Half of Brazil greenhouse gases from ranches, cows: study
SAO PAULO, Brazil (AFP) — Half of Brazil’s greenhouse gas emissions come from cattle ranchers clearing Amazon jungle for pasture, and from their herds passing methane, a new study prepared for the Copenhagen climate summit say.
The report was written by 10 Brazilian university researchers and is referenced on the Brazilian government National Institute for Space Research website.
It estimates that between 2003 and 2008, the ranchers produced between 812 million and 1.1 billion tonnes of carbon gases a year, or 50 per cent of the national total.
Most came from the slash-and-burn technique they use to clear vast areas of the Amazon jungle for short-lived pastures, but cow burps and flatulence also contributed, the study said.
Although those factors were already generally well known, this is the first time the environmental impact of Brazil’s huge beef industry has been quantified.
The report said cattle farmers accounted for at least 75 per cent of Amazon deforestation, ahead of rice farmers and urban encroachment.
The study noted a decline in the amount of annual greenhouse gases caused by cattle activities over the period studied.
But in 2008, emissions still amounted to 813 million tonnes, most of it from the Amazon, though some also came from the Cerrado scrub farther south in inland Brazil, it said.
The report’s authors suggested limiting the amount of carbon produced by ranchers by genetically altering cattle so that more could be squeezed on to each pasture, reducing the amount of land required, while maintaining beef yields.
Currently, 300 kilogrammes (660 pounds) of carbon is emitted for each kilogramme (2.2 pounds) of beef produced in Brazil.
Brazil is offering to reduce carbon emissions by 36 to 39 per cent, based on projected 2020 levels, largely through reducing Amazon deforestation.

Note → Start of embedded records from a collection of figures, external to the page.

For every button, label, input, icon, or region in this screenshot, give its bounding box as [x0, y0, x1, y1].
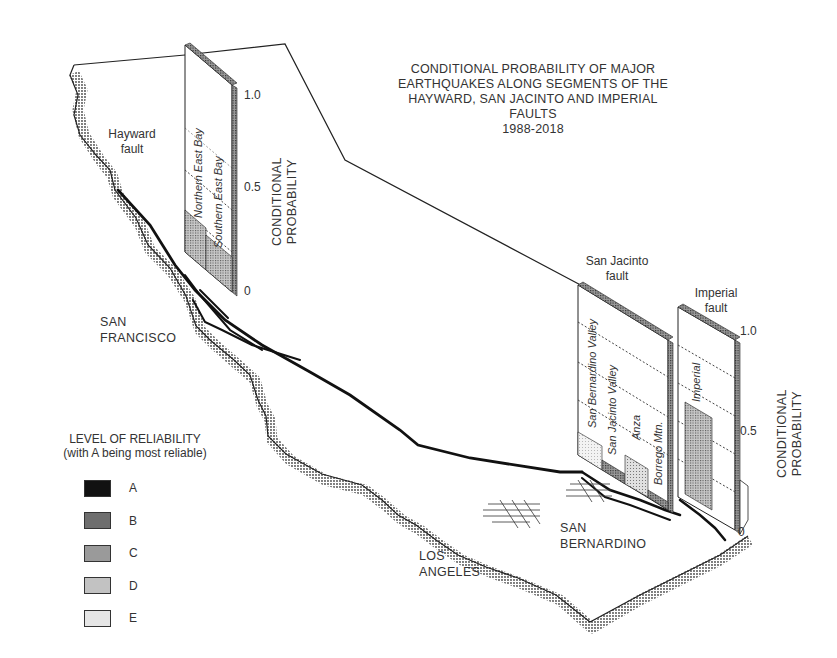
los-angeles-grid-icon [483, 500, 540, 528]
city-label-los-angeles: LOS ANGELES [419, 548, 480, 580]
segment-label-southern-east-bay: Southern East Bay [212, 156, 224, 248]
reliability-legend: LEVEL OF RELIABILITY (with A being most … [40, 432, 230, 635]
legend-subtitle: (with A being most reliable) [40, 446, 230, 460]
swatch-a [84, 480, 111, 497]
hayward-fault-label: Hayward fault [103, 127, 161, 157]
san-jacinto-fault-label: San Jacinto fault [580, 254, 654, 284]
segment-label-san-jacinto-valley: San Jacinto Valley [606, 365, 618, 455]
imperial-fault-label: Imperial fault [688, 286, 744, 316]
swatch-c [84, 545, 111, 562]
legend-item-d: D [84, 570, 230, 603]
imperial-tick-05: 0.5 [740, 424, 757, 438]
imperial-tick-1: 1.0 [740, 324, 757, 338]
bar-imperial [685, 402, 712, 510]
city-label-san-francisco: SAN FRANCISCO [100, 314, 176, 346]
city-label-san-bernardino: SAN BERNARDINO [560, 520, 646, 552]
hayward-y-axis-label: CONDITIONAL PROBABILITY [270, 157, 300, 246]
swatch-e [84, 610, 111, 627]
imperial-panel [678, 304, 748, 534]
segment-label-anza: Anza [630, 415, 642, 440]
legend-item-c: C [84, 537, 230, 570]
swatch-d [84, 577, 111, 594]
hayward-tick-0: 0 [244, 284, 251, 298]
swatch-b [84, 512, 111, 529]
imperial-tick-0: 0 [738, 525, 745, 539]
legend-item-a: A [84, 472, 230, 505]
hayward-tick-1: 1.0 [244, 88, 261, 102]
segment-label-san-bernardino-valley: San Bernardino Valley [586, 319, 598, 428]
legend-item-e: E [84, 602, 230, 635]
imperial-y-axis-label: CONDITIONAL PROBABILITY [775, 389, 805, 478]
segment-label-imperial: Imperial [690, 363, 702, 402]
chart-title: CONDITIONAL PROBABILITY OF MAJOR EARTHQU… [388, 62, 678, 137]
segment-label-borrego-mtn: Borrego Mtn. [652, 421, 664, 485]
segment-label-northern-east-bay: Northern East Bay [192, 128, 204, 218]
legend-title: LEVEL OF RELIABILITY [40, 432, 230, 446]
hayward-tick-05: 0.5 [244, 180, 261, 194]
legend-item-b: B [84, 505, 230, 538]
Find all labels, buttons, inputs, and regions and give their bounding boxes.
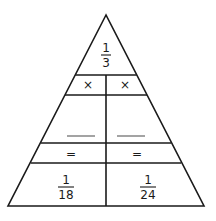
top-numerator: 1 (102, 41, 110, 55)
fraction-triangle-diagram: 1 3 × × = = 1 18 1 24 (0, 0, 216, 221)
top-fraction: 1 3 (101, 41, 111, 70)
left-result-denominator: 18 (58, 188, 73, 202)
left-result-numerator: 1 (62, 173, 70, 187)
multiply-sign-left: × (83, 78, 93, 92)
top-denominator: 3 (102, 56, 110, 70)
equals-sign-right: = (132, 147, 142, 161)
equals-sign-left: = (66, 147, 76, 161)
multiply-sign-right: × (120, 78, 130, 92)
right-result-denominator: 24 (140, 188, 155, 202)
right-result-numerator: 1 (144, 173, 152, 187)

On Friday, though, the daily Folha de S Paulo reported that President Luiz Inacio Lula da Silva had declared an amnesty for landowners fined for over-clearing their land of native vegetation — including those wiping out parts of the Amazon.
The decree, announced in the official government gazette, meant that six-billion-dollar worth of fines would be forgiven, the newspaper said.